It's a strange definition, but now I'll understand what you're writing about I suppose.

Interjections (and sometimes particles) cause trouble for folks but they don't usually get excluded from language on those grounds. Words like tsk-tsk (actually two avleolar clicks) have meaning and can be used inappropriately. If I utter ha ha when somebody burns himself, I should probably be prepared for a bit of trouble. Same if I say ouch when somebody tells me they've just named their baby "Jane". To me that's semantics and pragmatics.

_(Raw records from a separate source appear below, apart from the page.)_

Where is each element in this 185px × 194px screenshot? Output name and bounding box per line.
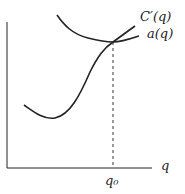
marginal-cost-label: C′(q): [140, 9, 171, 24]
average-cost-label: a(q): [147, 26, 173, 41]
x-axis-label: q: [161, 158, 169, 173]
q0-tick-label: q₀: [105, 173, 119, 188]
marginal-cost-curve: [24, 26, 135, 118]
cost-curves-diagram: C′(q) a(q) q q₀: [0, 0, 185, 194]
average-cost-curve: [57, 15, 139, 42]
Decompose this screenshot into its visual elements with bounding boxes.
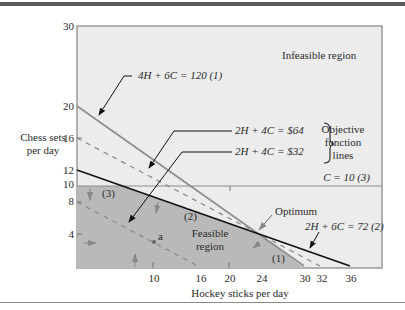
svg-text:36: 36: [346, 272, 358, 284]
svg-text:10: 10: [63, 178, 75, 190]
infeasible-region-label: Infeasible region: [282, 49, 357, 61]
point-a-marker: [152, 240, 156, 244]
constraint-2-tag: (2): [184, 210, 197, 223]
optimum-label: Optimum: [275, 205, 318, 217]
objective-64-label: 2H + 4C = $64: [235, 124, 304, 136]
svg-text:12: 12: [63, 164, 74, 176]
svg-text:20: 20: [63, 100, 75, 112]
svg-text:24: 24: [257, 272, 269, 284]
x-axis-label: Hockey sticks per day: [150, 287, 330, 299]
feasible-label-1: Feasible: [192, 227, 229, 239]
point-a-label: a: [158, 230, 163, 242]
svg-text:8: 8: [69, 195, 75, 207]
svg-text:10: 10: [149, 272, 161, 284]
svg-text:4: 4: [69, 228, 75, 240]
svg-text:20: 20: [225, 272, 237, 284]
x-tick-labels: 10 16 20 24 30 32 36: [149, 272, 358, 284]
y-tick-labels: 30 20 16 12 10 8 4: [63, 20, 75, 240]
y-axis-label: Chess sets per day: [20, 131, 66, 157]
constraint-1-label: 4H + 6C = 120 (1): [138, 69, 223, 82]
constraint-1-tag: (1): [272, 252, 285, 265]
constraint-3-label: C = 10 (3): [323, 171, 370, 184]
bottom-rule: [0, 302, 405, 303]
objective-32-label: 2H + 4C = $32: [235, 145, 304, 157]
svg-text:16: 16: [196, 272, 208, 284]
constraint-2-label: 2H + 6C = 72 (2): [305, 220, 384, 233]
constraint-3-tag: (3): [102, 187, 115, 200]
svg-text:30: 30: [63, 20, 75, 32]
svg-text:30: 30: [300, 272, 312, 284]
objective-title-3: lines: [333, 149, 354, 161]
svg-text:32: 32: [317, 272, 328, 284]
feasible-label-2: region: [196, 240, 225, 252]
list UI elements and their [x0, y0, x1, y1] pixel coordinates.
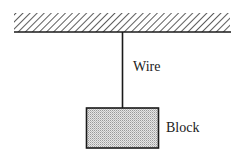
- diagram-canvas: Wire Block: [0, 0, 244, 155]
- block: [87, 108, 159, 148]
- ceiling-hatch: [14, 13, 230, 32]
- wire-label: Wire: [133, 59, 160, 74]
- block-label: Block: [166, 120, 199, 135]
- ceiling: [14, 13, 231, 32]
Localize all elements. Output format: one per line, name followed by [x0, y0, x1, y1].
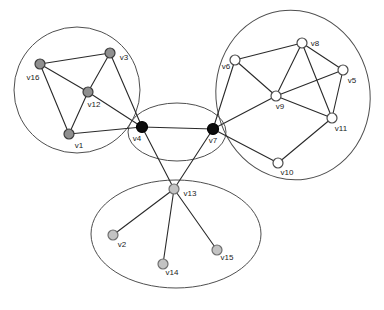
edge-v16-v12 — [40, 64, 88, 92]
edge-v3-v4 — [110, 53, 142, 127]
edge-v7-v10 — [213, 129, 278, 163]
edge-v6-v8 — [235, 43, 302, 60]
node-v11 — [327, 113, 337, 123]
edge-v1-v4 — [69, 127, 142, 134]
edge-v13-v2 — [113, 189, 174, 235]
edge-v16-v1 — [40, 64, 69, 134]
node-label-v13: v13 — [184, 189, 197, 198]
edge-v3-v12 — [88, 53, 110, 92]
graph-figure: v1v2v3v4v5v6v7v8v9v10v11v12v13v14v15v16 — [0, 0, 384, 310]
edge-v12-v1 — [69, 92, 88, 134]
cluster-left-circle — [14, 27, 140, 153]
node-v13 — [169, 184, 179, 194]
edge-v6-v9 — [235, 60, 276, 96]
edge-v9-v11 — [276, 96, 332, 118]
node-v3 — [105, 48, 115, 58]
node-v4 — [137, 122, 148, 133]
cluster-right-ellipse — [204, 0, 383, 191]
edge-v8-v5 — [302, 43, 343, 70]
node-v2 — [108, 230, 118, 240]
edge-v4-v13 — [142, 127, 174, 189]
node-label-v12: v12 — [88, 100, 101, 109]
node-label-v11: v11 — [335, 124, 348, 133]
edge-v13-v15 — [174, 189, 217, 250]
node-label-v9: v9 — [276, 102, 285, 111]
edge-v7-v13 — [174, 129, 213, 189]
node-label-v2: v2 — [118, 240, 127, 249]
node-v6 — [230, 55, 240, 65]
edge-v4-v7 — [142, 127, 213, 129]
edge-v11-v10 — [278, 118, 332, 163]
node-v10 — [273, 158, 283, 168]
node-label-v16: v16 — [27, 73, 40, 82]
edge-v13-v14 — [163, 189, 174, 264]
graph-canvas: v1v2v3v4v5v6v7v8v9v10v11v12v13v14v15v16 — [0, 0, 384, 310]
node-v8 — [297, 38, 307, 48]
node-label-v6: v6 — [222, 62, 231, 71]
node-label-v3: v3 — [120, 53, 129, 62]
node-v16 — [35, 59, 45, 69]
edge-v8-v9 — [276, 43, 302, 96]
node-v1 — [64, 129, 74, 139]
node-label-v10: v10 — [281, 168, 294, 177]
edge-v16-v3 — [40, 53, 110, 64]
node-v9 — [271, 91, 281, 101]
node-label-v8: v8 — [311, 39, 320, 48]
node-v12 — [83, 87, 93, 97]
edge-v9-v5 — [276, 70, 343, 96]
node-v5 — [338, 65, 348, 75]
node-label-v7: v7 — [209, 136, 218, 145]
node-label-v4: v4 — [133, 134, 142, 143]
node-label-v14: v14 — [166, 268, 179, 277]
node-label-v15: v15 — [221, 253, 234, 262]
node-label-v1: v1 — [75, 141, 84, 150]
edge-v5-v11 — [332, 70, 343, 118]
node-v7 — [208, 124, 219, 135]
node-label-v5: v5 — [348, 76, 357, 85]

The whole parts of speech concept is problematic, but the word "word" has a certain meaning vis-a-vis language, and I don't think we should exclude words like hmmm or d'oh from the language just because they don't fit into our linguistic framework. Linguists have traditionally had problems with the left over bits that don't fit into their current theory du jour. A great book that discusses this problem is Jean-Jacques LeCercle's The Violence of Language and to a lesser extent his Philosophy of Nonsense: The Intuitions of Victorian Nonsense Literature. OTOH, some linguists are interested in these left-over bits. Glossolalia is one interesting phenomenon where semantics and words part ways.

One interesting thing about interjections is that new pronunciations have come about because of their spellings, e.g., tsk-tsk being pronounced by some as tisk-tisk.